Bob's Blogs

Put another log on the fire

Some years ago, I presented a paper at TISC (The Internet Security Conference) titled How and Why to Read Firewall Logs. That was about (or past) the end of an era when it was humanly possible to read one's firewall logs -- and most of mine were condensed for automated reporting simply because of time and space constraints.

However, it remains a subject near and dear to my heart (professionally speaking, that is) as a means of keeping tabs on what sorts of things are going on on one's network. To that earlier list, of course, one must add in IDS/IPS logs, VPN authentication (or failure thereof). As I've mentioned with other topics, most of you have resources that you don't know you have.

One of my favorite toys of late is the Cisco MARS product (formerly "Protego" before Cisco acquired them). This box will take logs from many different sources and correlate them into "incidents" which can be examined and drilled down into. It catches lots of stuff and, like an IDS, will have to be tuned to cut down on false positives. Network Intelligence and others make roughly comparable products also.

But what if you don't have one?

One of my favorite things to do, which I spend 15-30 minutes per day on (sometimes more), is to go through the firewall logs, selected different ways, and sometimes export different aspects of firewall logs into Excel and sort the data different ways to see if any patterns jump out at me.

Recently, I just chose all outbound connections aimed at ports 1025 and higher. Sorting by destination port showed one group of heavy traffic with a destination port of 6667, which is IRC (Internet Relay Chat). Experience has taught me that most systems talking to an IRC server are doing so without the owner/user being aware of it -- that is, they're infected by a worm, virus, Trojan or bot, which is usually "phoning home" for instructions or to provide reports of some sort. When I found this set of logs, I ran mIRC (an IRC Chat client) to try and connect to each of the servers. There were three that refused my connection outright. So the systems connecting to them have already been reported to the desktop support group for immediate investigation. The clients going to IRC servers that permitted me to connect will also get investigated, but are slightly lower priority.

Peer-to-peer traffic is a problem as well. I've mentioned that in previous blogs. By sorting source and destination addresses and looking for known P2P port numbers, I've learned that any time a given system contacts a P2P server, it attempts to open a wide variety of ports. In return, the system contacted immediately tries to open many corresponding ports back on the originating system. One experiment I tried with BitComet showed that it momentarily opened dozens and dozens of listening ports when it was first brought up and then stopped most of them. As a result, I've gained more insight into some of their behavior. I've also gone to read all the documentation on BitTorrent (www.bittorrent.com) that they have to offer. Even though I personally never use these things - it pays to know your "enemy"

Setting the firewall log monitor (Checkpoint, in this instance) to filter on popular attack vectors (NetBIOS, A/D, SNMP, HTTP/S, etc.) often reveals attack patterns, virus infected systems, misconfigured systems and the like.

Looking for broadcast addresses (particularly using a wider broadcast mask than is used internally), and even a 32 bit (IP version 4 of course, and ignoring DHCP/BOOTP requests) shows both attackers and systems with misconfigured subnet masks.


WHAT TO PRODUCE:
Without including any picture, return the complete set of records exactly.

Data entries for graphics:
------------------------------------------------------------------------
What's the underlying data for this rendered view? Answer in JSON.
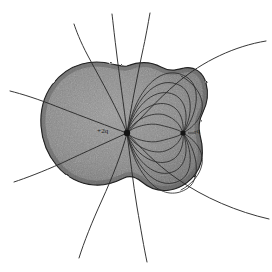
{
  "figure": {
    "kind": "hand-drawn-physics-diagram",
    "background_color": "#ffffff",
    "ink_color": "#262626",
    "shade_color": "#8e8e8e",
    "shade_dark_color": "#6b6b6b",
    "canvas": {
      "width": 272,
      "height": 272
    }
  },
  "charges": [
    {
      "id": "positive-charge",
      "label": "+2q",
      "sign": "positive",
      "magnitude": "2q",
      "x": 127,
      "y": 133,
      "dot_radius": 3.2,
      "label_x": 97,
      "label_y": 128
    },
    {
      "id": "negative-charge",
      "label": "-q",
      "sign": "negative",
      "magnitude": "q",
      "x": 183,
      "y": 133,
      "dot_radius": 2.6,
      "label_x": 194,
      "label_y": 128
    }
  ],
  "shaded_region": {
    "name": "shaded-blob",
    "description": "irregular lobed shaded body enclosing both charges",
    "fill": "#8e8e8e",
    "stroke": "#2b2b2b",
    "outline_path": "M 127 66 C 140 61 152 62 161 67 C 170 72 176 70 184 68 C 194 66 203 72 206 83 C 209 94 207 104 203 112 C 199 120 198 127 200 135 C 203 146 204 157 199 168 C 193 180 182 188 170 190 C 158 192 149 188 142 182 C 136 177 130 175 124 178 C 116 182 106 186 94 185 C 80 184 66 177 57 166 C 47 154 42 140 41 126 C 40 110 44 96 52 85 C 60 74 71 67 82 64 C 93 61 104 62 112 64 C 118 65 123 67 127 66 Z"
  },
  "bound_field_lines": {
    "name": "interior-loop-lines",
    "count": 12,
    "description": "arcs running from the +2q charge to the -q charge, bulging above and below the charge axis"
  },
  "escaping_field_lines": {
    "name": "radiating-lines",
    "count": 9,
    "description": "straight-ish lines radiating from the +2q charge outward past the blob boundary"
  },
  "outer_loops": {
    "name": "outer-bulge-loops",
    "count": 2,
    "description": "two loops that bulge past the right edge of the shaded blob before reaching -q"
  }
}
------------------------------------------------------------------------
WRITTEN ANSWER:
What's the underlying data for this rendered view? Answer in JSON.
{
  "figure": {
    "kind": "hand-drawn-physics-diagram",
    "background_color": "#ffffff",
    "ink_color": "#262626",
    "shade_color": "#8e8e8e",
    "shade_dark_color": "#6b6b6b",
    "canvas": {
      "width": 272,
      "height": 272
    }
  },
  "charges": [
    {
      "id": "positive-charge",
      "label": "+2q",
      "sign": "positive",
      "magnitude": "2q",
      "x": 127,
      "y": 133,
      "dot_radius": 3.2,
      "label_x": 97,
      "label_y": 128
    },
    {
      "id": "negative-charge",
      "label": "-q",
      "sign": "negative",
      "magnitude": "q",
      "x": 183,
      "y": 133,
      "dot_radius": 2.6,
      "label_x": 194,
      "label_y": 128
    }
  ],
  "shaded_region": {
    "name": "shaded-blob",
    "description": "irregular lobed shaded body enclosing both charges",
    "fill": "#8e8e8e",
    "stroke": "#2b2b2b",
    "outline_path": "M 127 66 C 140 61 152 62 161 67 C 170 72 176 70 184 68 C 194 66 203 72 206 83 C 209 94 207 104 203 112 C 199 120 198 127 200 135 C 203 146 204 157 199 168 C 193 180 182 188 170 190 C 158 192 149 188 142 182 C 136 177 130 175 124 178 C 116 182 106 186 94 185 C 80 184 66 177 57 166 C 47 154 42 140 41 126 C 40 110 44 96 52 85 C 60 74 71 67 82 64 C 93 61 104 62 112 64 C 118 65 123 67 127 66 Z"
  },
  "bound_field_lines": {
    "name": "interior-loop-lines",
    "count": 12,
    "description": "arcs running from the +2q charge to the -q charge, bulging above and below the charge axis"
  },
  "escaping_field_lines": {
    "name": "radiating-lines",
    "count": 9,
    "description": "straight-ish lines radiating from the +2q charge outward past the blob boundary"
  },
  "outer_loops": {
    "name": "outer-bulge-loops",
    "count": 2,
    "description": "two loops that bulge past the right edge of the shaded blob before reaching -q"
  }
}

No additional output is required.